Adapted by Max Porter from his novella Shy (2023), Tim Mielants’ second feature with Cillian Murphy in the lead – after last year’s excellent Small Things Like These is gripping, gruelling and profoundly compassionate.

As the eponymous headteacher of a reform school, Murphy is nothing short of extraordinary: a pulsating mess of human decency, repressed trauma and sheer nervous energy. It is 1996 and a documentary team from BBC Points West is spending the day at Stanton Wood, a residential institution for troubled teenage boys. 

Steve and his colleagues – deputy head Amanda (Tracey Ullman), therapist Jenny (Emily Watson) and new teacher Shola (Simbi Ajikawo AKA Little Simz) – are overworked, overwrought and underpaid. He himself struggles with addiction, dipping into his hidden supplies when the walls close in (which is all the time).

The boys themselves are both feral and vulnerable: a reflection of the actors’ uniformly fine performances, especially Jay Lycurgo as Shy. His face as he hears his mother tell him on the phone that she does not want to see him again is a study in unbearable solitude.

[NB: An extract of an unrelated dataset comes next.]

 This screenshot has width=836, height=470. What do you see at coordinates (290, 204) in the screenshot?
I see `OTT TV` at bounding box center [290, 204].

The relentlessness of Robrecht Heyvaert’s cinematography – heavily influenced by Dogme – meshes form and content very successfully. Charged with bringing order to chaos, Steve is himself boiling over with emotion, anger and a ragged determination to keep despair at bay. As always, Murphy gives his all to the part and is the unstable core of a terrific work of cinema.

BOOK

Reminiscences on Tolstoy, Chekhov and Andreyev, by Maxim Gorky (Fitzcarraldo Editions)

In his own autobiography, Leonard Woolf described Maxim Gorky’s memories of Leo Tolstoy (1828-1910), which he and Virginia had published in 1920, as “one of the most remarkable biographical pieces ever written”. 

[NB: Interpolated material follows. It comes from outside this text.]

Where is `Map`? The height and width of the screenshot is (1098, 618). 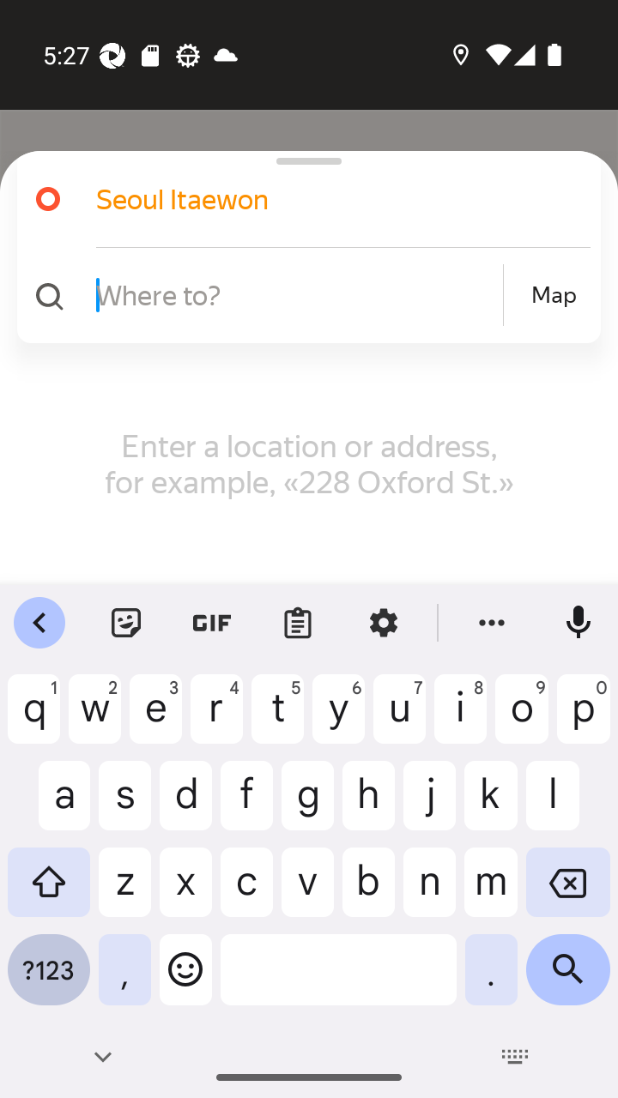 Map is located at coordinates (553, 295).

This beautiful new translation by Bryan Karetnyk, together with Gorky’s reflections upon Anton Chekhov (1860-1904) and the Expressionist playwright Leonid Andreyev (1871-1919), does much to explain Woolf’s enthusiasm. 

As JM Coetzee writes in his introduction, Alexei Maximovich Peshkov (1868-1936) – Gorky’s real name – went through a series of metamorphoses and ideological realignments, from early ambivalence about Bolshevism to the point where Stalin and Molotov were amongst those bearing the urn at his funeral.

What makes his literary memories so distinctive is their intimacy. Tolstoy’s hands, he wrote, were “unsightly, gnarled by varicose veins, and yet imbued with a special expressiveness and creative power. Da Vinci must have had hands like these.” Without hesitation, he records Tolstoy’s more eccentric observations (“music dulls the mind” is a zinger). 

As an aristocrat powerfully aware of his social status, he could be “conceited and insufferable”. But Gorky also concedes that “[l]ying to him is – impossible” and reveres him as “the spiritual sounding bell of the entire world”.

Of Chekhov, he writes: “His eyes were beautiful when he laughed – feminine, somehow, and delicately tender. His laugh was practically soundless, and especially lovely.” And of Andreyev that he “treated his talent as a bad rider does a fine horse – riding it mercilessly and showing it neither love or care”.

An exquisite volume, from one of the most exciting independent publishers to emerge in the past quarter century.

Book now

’Tis the season to book yourself a festive theatrical outing. My damn-fool, why-the-hell-not pick is the stage version at the Ambassadors Theatre (December 5 to February 28) of the 2007 found-footage horror gem Paranormal Activity. Six sequels followed. What could possibly go wrong?

My more responsible recommendation is High Noon at the Harold Pinter Theatre (December 17 to March 7): an intrinsically audacious staging by Thea Sharrock, with a script by Eric Roth (based on Carl Foreman’s legendary screenplay) of Stanley Kramer’s 1952 Western classic. 

Following in Gary Cooper’s footsteps as Marshal Will Kane is Billy Crudup (who played 19 characters in his West End debut Harry Clarke last year). He will be joined by two-time Olivier Award-winner, Denise Gough, as Will’s wife, Amy. High noon, high hopes?